Tuesday, September 22, 2009

Vietnam is in Our Boardroom: Or, Everyone is a Colonist to Someone


Shelton has been doing a great job with this season of Mad Men over at his blog. I do not want to intrude, but I had a few thoughts about this week’s episode. First, I have been rereading Kristin Ross' May ’68 and its Afterlives, a book that I still think is very important, albeit a bit too heavily influenced by Rancière. This last point is not so much meant as a criticism of Ross or Rancière, it just reflects a general problem: how to theorize an event that is itself the impetus behind so much thought, so much theory? Interpreting it through the lense of one theorist (why not Deleuze, Badiou, Foucault, the situationists?) seems like an unfortunate reduction. But, I digress…


Anyway, at some point in her book she discusses the role that the anti-colonial struggles, Algieria and Vietnam, played in radicalizing French politics, making way for the famous events of May. One example of this is the phrase “Vietnam is in Our Factories.” The phrase is taken from a Fiat strike in Turin, but in Ross’ view it captures some of thought and action of the French sixties, in which the direct and brutal exploitation in the colonies exposed exploitation at the heart of the West. Such an idea can even be traced back to Marx, who recognized the necessity of primitive accumulation, and thus of violence in the more open colonies. As Marx writes, “In the old civilized countries the worker, although free, is by a law of nature dependent on the capitalist; in the colonies this dependence must be created by artificial means. ”

What does any of this have to do with Mad Men. Well after watching last weeks episode I thought about the phrase that Ross cites, or my own twist on it. This was my reaction to the brutal and shocking scene at the center of this week’s episode. [Spoiler alert] I am referring to the scene in which the hapless secretary, Lois, runs over Guy Mckendrick’s foot with a lawn mower in the offices of Sterling-Cooper. The riding lawnmower is Ken Cosgrove’s trophy from his latest victory, securing the John Deere account. This scene, which is shot with all of the conventions of cinematic violence (the blood that spatters across the faces and shirts of Sterling Cooper’s junior executives), is a shock because it is such a departure from the show’s aesthetic of smoldering understatement. What does it have to do with Vietnam? Well for starters in a few moments before, at the company party, members of the staff were discussing the escalating war in Vietnam. The blood and screams that follows a few seconds later feels like an interruption of traumatic reality at the heart of the shows fantasy of the sixties. One of the interesting things about this season is the way in which blood and violence has gradually begun to enter the show’s frame: Gene’s war souvenir, the self-immolation of a Monk, and Medgar Evers’ ghostly presence. The bloody foot, and the shattered life of a young man, is then just part of the escalation.

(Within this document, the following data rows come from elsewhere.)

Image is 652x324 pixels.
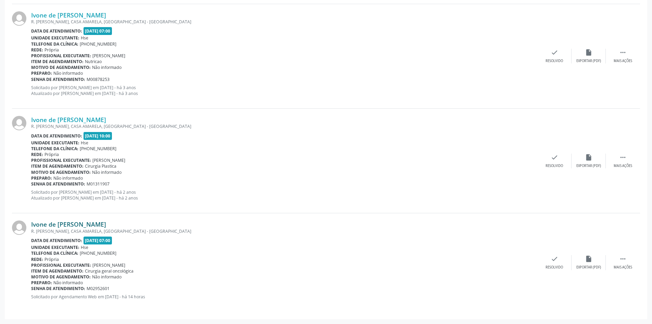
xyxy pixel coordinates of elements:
[31,59,84,64] b: Item de agendamento:
[87,285,110,291] span: M02952601
[85,163,116,169] span: Cirurgia Plastica
[53,279,83,285] span: Não informado
[31,181,85,187] b: Senha de atendimento:
[31,228,537,234] div: R. [PERSON_NAME], CASA AMARELA, [GEOGRAPHIC_DATA] - [GEOGRAPHIC_DATA]
[31,175,52,181] b: Preparo:
[31,285,85,291] b: Senha de atendimento:
[81,244,88,250] span: Hse
[92,64,122,70] span: Não informado
[31,256,43,262] b: Rede:
[551,153,558,161] i: check
[31,70,52,76] b: Preparo:
[31,146,78,151] b: Telefone da clínica:
[12,11,26,26] img: img
[31,169,91,175] b: Motivo de agendamento:
[31,76,85,82] b: Senha de atendimento:
[577,59,601,63] div: Exportar (PDF)
[585,49,593,56] i: insert_drive_file
[87,181,110,187] span: M01311907
[31,41,78,47] b: Telefone da clínica:
[92,274,122,279] span: Não informado
[31,250,78,256] b: Telefone da clínica:
[31,123,537,129] div: R. [PERSON_NAME], CASA AMARELA, [GEOGRAPHIC_DATA] - [GEOGRAPHIC_DATA]
[84,132,112,140] span: [DATE] 10:00
[31,274,91,279] b: Motivo de agendamento:
[31,151,43,157] b: Rede:
[12,116,26,130] img: img
[585,153,593,161] i: insert_drive_file
[92,169,122,175] span: Não informado
[619,255,627,262] i: 
[31,28,82,34] b: Data de atendimento:
[45,256,59,262] span: Própria
[31,262,91,268] b: Profissional executante:
[31,163,84,169] b: Item de agendamento:
[31,220,106,228] a: Ivone de [PERSON_NAME]
[619,153,627,161] i: 
[31,19,537,25] div: R. [PERSON_NAME], CASA AMARELA, [GEOGRAPHIC_DATA] - [GEOGRAPHIC_DATA]
[92,157,125,163] span: [PERSON_NAME]
[31,268,84,274] b: Item de agendamento:
[619,49,627,56] i: 
[80,250,116,256] span: [PHONE_NUMBER]
[31,116,106,123] a: Ivone de [PERSON_NAME]
[92,262,125,268] span: [PERSON_NAME]
[31,244,79,250] b: Unidade executante:
[31,189,537,201] p: Solicitado por [PERSON_NAME] em [DATE] - há 2 anos Atualizado por [PERSON_NAME] em [DATE] - há 2 ...
[614,265,632,269] div: Mais ações
[31,47,43,53] b: Rede:
[85,268,134,274] span: Cirurgia geral oncológica
[585,255,593,262] i: insert_drive_file
[551,49,558,56] i: check
[31,133,82,139] b: Data de atendimento:
[87,76,110,82] span: M00878253
[80,41,116,47] span: [PHONE_NUMBER]
[31,35,79,41] b: Unidade executante:
[31,157,91,163] b: Profissional executante:
[53,70,83,76] span: Não informado
[31,140,79,146] b: Unidade executante:
[577,163,601,168] div: Exportar (PDF)
[81,35,88,41] span: Hse
[31,279,52,285] b: Preparo:
[45,151,59,157] span: Própria
[31,53,91,59] b: Profissional executante:
[80,146,116,151] span: [PHONE_NUMBER]
[84,27,112,35] span: [DATE] 07:00
[546,265,563,269] div: Resolvido
[577,265,601,269] div: Exportar (PDF)
[81,140,88,146] span: Hse
[12,220,26,235] img: img
[546,59,563,63] div: Resolvido
[546,163,563,168] div: Resolvido
[31,293,537,299] p: Solicitado por Agendamento Web em [DATE] - há 14 horas
[92,53,125,59] span: [PERSON_NAME]
[45,47,59,53] span: Própria
[31,237,82,243] b: Data de atendimento:
[31,11,106,19] a: Ivone de [PERSON_NAME]
[614,59,632,63] div: Mais ações
[84,236,112,244] span: [DATE] 07:00
[551,255,558,262] i: check
[614,163,632,168] div: Mais ações
[85,59,102,64] span: Nutricao
[31,64,91,70] b: Motivo de agendamento:
[31,85,537,96] p: Solicitado por [PERSON_NAME] em [DATE] - há 3 anos Atualizado por [PERSON_NAME] em [DATE] - há 3 ...
[53,175,83,181] span: Não informado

Beyond that, the scene got me thinking about the way in which the particular episode is all about colonizers and colonized. First, there are the obvious references to Sterling Cooper’s new British owners (I forget the company name) arriving for an inspection visit on the eve of the Fourth of July. Beyond that the episode is riddled with visual cues of empires that have fallen: Japanese and British armor decorate the halls, a member of the company is sent to the new offices in Bombay, and so on. Beyond these literal colonies there is the way in which the past weighs on the present. The moment before the violent explosion of blood is also framed by Joan and Peggy’s discussion of their different attempts to deal with the crushing weight of patriarchy: Joan’s attempt to marry her way out of the office and Peggy’s difficult climb into the male dominated world of copywriting. Their different routes out of the restricted life of secretary have led to conflicts between them, but Peggy is trying to make peace, a peace founded upon a recognition of their shared condition as women in the sixties. Lastly, there is the story that frames the episode, Sally Draper’s difficulty in dealing not so much with the death of her grandfather, but his apparent rebirth in the form of her brother. (After all, he looks the same, and even sleeps in the same room). What can these be, but the ultimate colony: the way in which the past, dead labor, constantly determines the fate of the future. Sons try to be their fathers, daughters are shaped to be like their mothers (complete with Barbie) and colonies eventually become colonizers.

Thus, to close with Marx:

“The tradition of all dead generations weighs like a nightmare on the brains of the living. And just as they seem to be occupied with revolutionizing themselves and things, creating something that did not exist before, precisely in such epochs of revolutionary crisis they anxiously conjure up the spirits of the past to their service, borrowing from them names, battle slogans, and costumes in order to present this new scene in world history in time-honored disguise and borrowed language.”

1 comment:

Shelton Waldrep said...

Really good observation about the slow encroachment of blood and violence. I didn't quite know what to make of the John Deere episode, but I think you are right--it's sort of a Vertov moment, like the use of red in _La Chinoise_. They all have blood on their hands (they just don't know it yet).